Either way, I guess your portrait of reality is insensitive to such things. The nodes of the web are frame-dependent due to, at a fine scale, the Higgs mechanism, while the edges are non-inertial. Like a non-inertial plenum or singularity resolved into a discretised web by choice of inertial frame.
Quoting Kenosha Kid
Wait isn't the concept of a reference frame for the speed of light meaningless? It doesn't make sense to talk about a frame where light is at rest since it's always moving at c, no?
Yes, but also the concepts of duration and distance. As the new Nobel laureate Sir Roger Penrose says, photons can't get bored.
So are you suggesting that the reference frame of a photon is meaningless as well as the concept of duration and distance?
The notion of duration and distance is meaningless for a photon, yes. While you can't choose a reference frame with a velocity of c, you can see that the proper duration of a photon is zero by taking the limit v->c.
Sorry, I thought you meant they were meaningless in general (a bit tired right now), though I'm still not sure about the use of phrases like "for a photon" when it seems like the very idea of a perspective for light or other massless particles just simply doesn't make sense. Talking about the limit as v->c is different from talking about the situation of when v=c. This isn't to say that light does "experience" time or space or that it doesn't but rather that the whole notion is just undefined like 1/0.

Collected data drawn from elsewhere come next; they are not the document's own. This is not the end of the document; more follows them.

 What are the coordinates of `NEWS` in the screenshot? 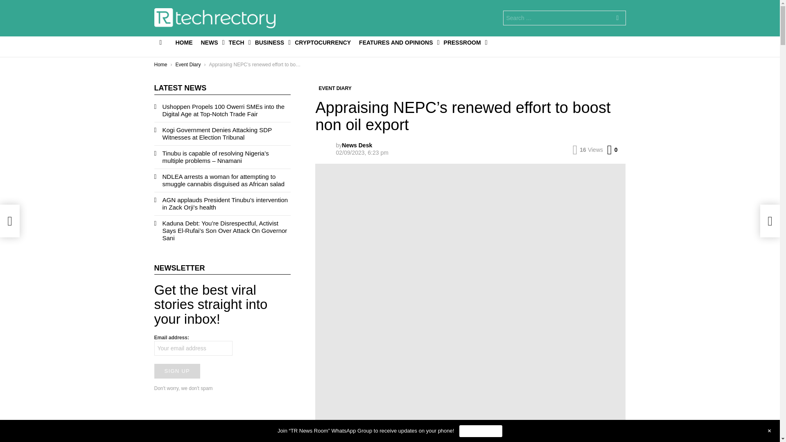 It's located at (210, 42).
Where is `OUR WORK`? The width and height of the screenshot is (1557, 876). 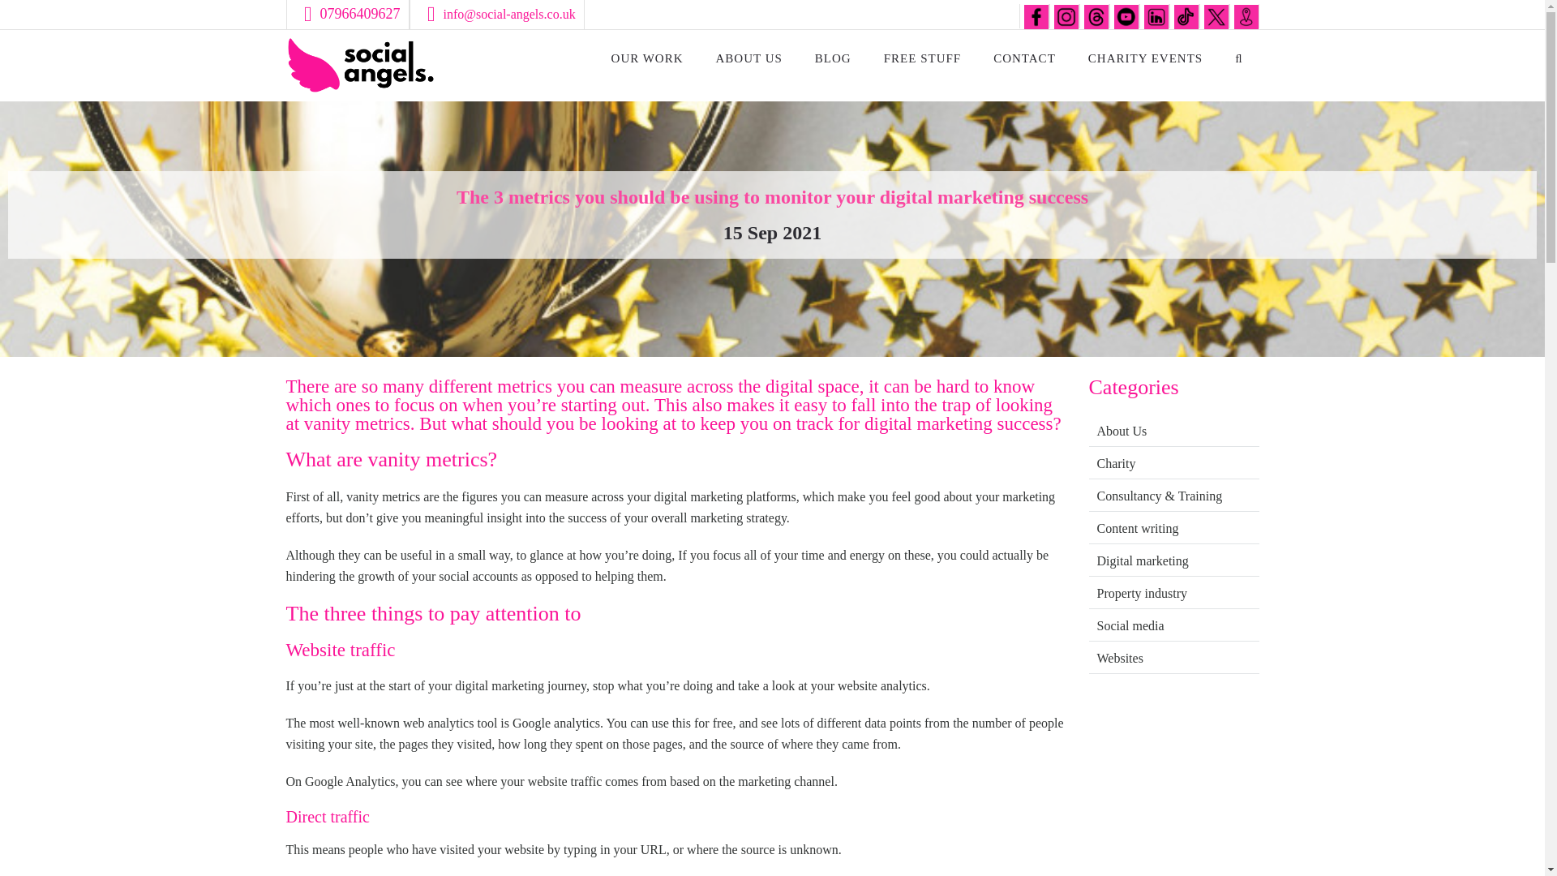 OUR WORK is located at coordinates (647, 60).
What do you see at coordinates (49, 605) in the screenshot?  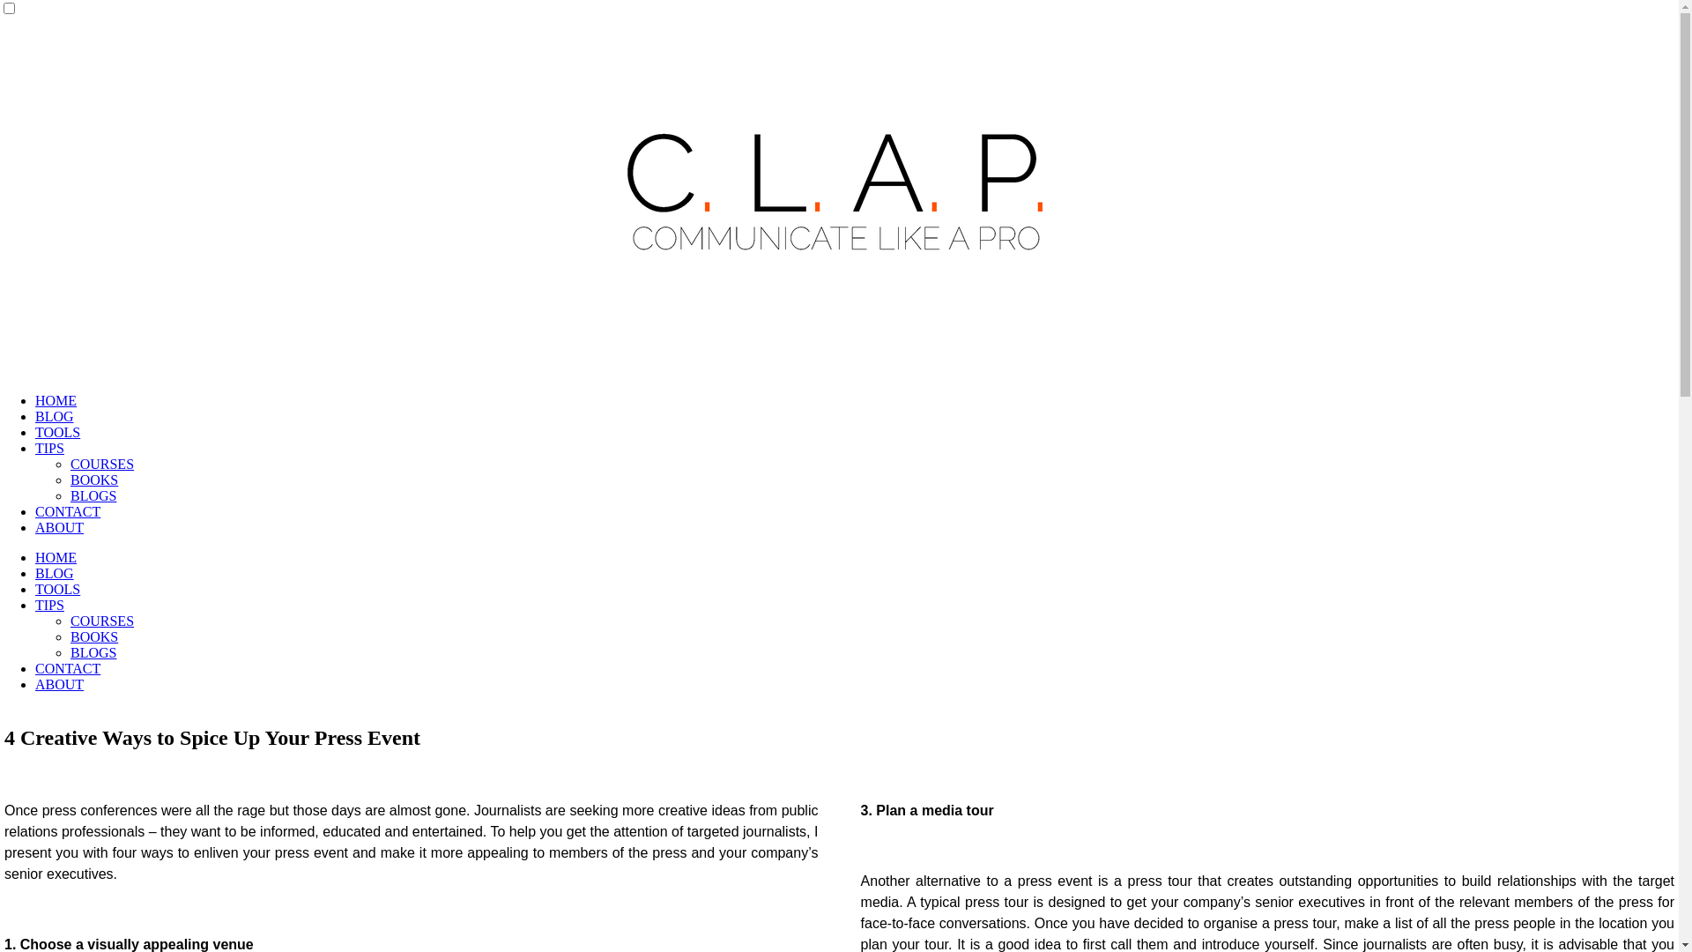 I see `TIPS` at bounding box center [49, 605].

You can still calculate invariant quantities for photons even if you cannot construct a rest frame for them. The proper time is an example.
Quoting Mr Bee
Literally the same in fact. The reason why you cannot have a rest frame for the speed c is that the transforms from other frames are inversely proportional to the square root of (1 - v/c). When v = c, you get 1/0.
My point still stands that I don't think we should call it the "perspective" of a photon, certainly not the "reference frame". Then again, I feel like that is neither here nor there with respect to the topic of this thread, so sorry for derailing it.
Quoting Kenosha Kid
Exactly. I thought I missed something last night. The maths get very unhappy when you try v=c which is why the situation of an object travelling at the speed of light isn't applicable for relativity theory. That's why you need to rely on talk of the limit instead (like 1/x as x->0), but that isn't really the same as talking about the case when v=c (or when x=0 for 1/x), as I stated earlier.